Jennifer Otter Bickerdike is a pop culture historian and media personality based in the U.K. and a columnist for the magazine Long Live Vinyl. But her love of pop music was sparked growing up in Santa Cruz. Her new book Why Vinyl Matters: A Manifesto from Musicians and Fans (ACC Editions) collects interviews from a variety of musicians—Fatboy Slim, Lars Ulrich, Henry Rollins, novelist Nick Hornby and many others—on the joys of vinyl.

Bickerdike says that the culture that grew out of vinyl LPs was more conducive to creating deep emotional bonds with music than that of CDs or digital downloads. A big reason for that, she says, is the LP’s large format and its ability to create visual imagery. “It wasn’t just the sound of vinyl; it was the images and the culture around the images of whatever band was on those records. When you go to someone’s house, you look through their record collection. It gives you a good barometer of that person, and they know it. No one ever asked, ‘Oh, can I see your MP3 collection?’ Vinyl takes up a big space. So when you buy that Talking Heads album, you’re putting a stake in the ground and saying, ‘This is worth taking up space in my house.'”

“There is something very powerful about the tactile sensation of holding a record,” says Streetlight’s Brodsky. “I remember when I was a kid and I got my copy of Fleetwood Mac’s Tusk, it had two inner sleeves and all sorts of pictures you could look at and pick apart.”

“I think the vinyl record is a reaction to the world we’re living in,” says Bickerdike. “You have to take the time to care for records in a way you don’t have to with CDs. I have a mixed CD in my car from the late ’90s and if I’m not listening to it, I’ll just throw in the back seat. You have to be careful with vinyl. It’s almost like an opposition to instantaneous culture and a rebellion against a disposal culture.”

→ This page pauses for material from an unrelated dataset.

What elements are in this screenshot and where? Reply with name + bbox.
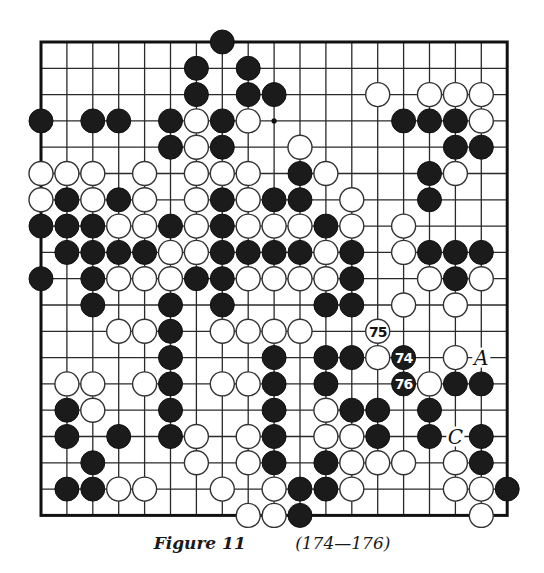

Expanding on Bickerdike’s point, Hartsell at the Analog Room says he is also seeing renewed interest in old-school stereo equipment, as music fans are discovering another big difference in the analog vs. digital debate: repairs.

“I can’t tell you how many people come in with old multi-changer CD players and want you to fix them. The crap is unrepairable,” he says. “You take an old ’70s receiver built in Japan, all passive parts. Almost 50 years later, you can fix them. But you bought something in the ’90s, it’s a doorstop now. You can’t fix those things.”

Streetlight Records is also selling stereo equipment, particularly turntables. Streetlight’s Brodsky says that people are not exactly flocking to equipment to the degree that they are turning to vinyl records, but there is an uptick in interest.

“The audiophile culture has made some inroads,” she says. “When you go a step further and start exploring with better equipment and nice speakers and a good pre-amp and a nice stylus on a component turntable, you get hooked.”

Welcome Home

“The renewed interest in vinyl has blown my mind,” says record dealer Gary Saxon. “I never would have believed it in a million years.”

Saxon runs the beloved indie record/pop culture shop called The Record Man in Redwood City. The Record Man is especially well-known for its annual parking lot sale that attracts vinyl collectors from all over the world. For the last four years, Saxon has been struggling with cancer, but he still plans to hold his parking lot sale in October.

He got into the business back in the ’90s when everyone was dumping their LPs for CDs, figuring he could cater to the small cadre of collectors left behind by the digital revolution. Now, 30 years later, he’s happily catering to a flood of new customers, most of them younger fans looking to buy music recorded in vinyl’s golden years: Led Zeppelin, Pink Floyd, Queen.

“When people come in, I always say, ‘Hi, how’s it going? You ever been here before?’ Now, every single day, someone will say, ‘No, I haven’t.’ New people are coming into the story every day. That didn’t happen before now. So now I just say, ‘Welcome. We’ve been waiting for you.'”

Charlie Swanson and Nick Veronin contributed to this story.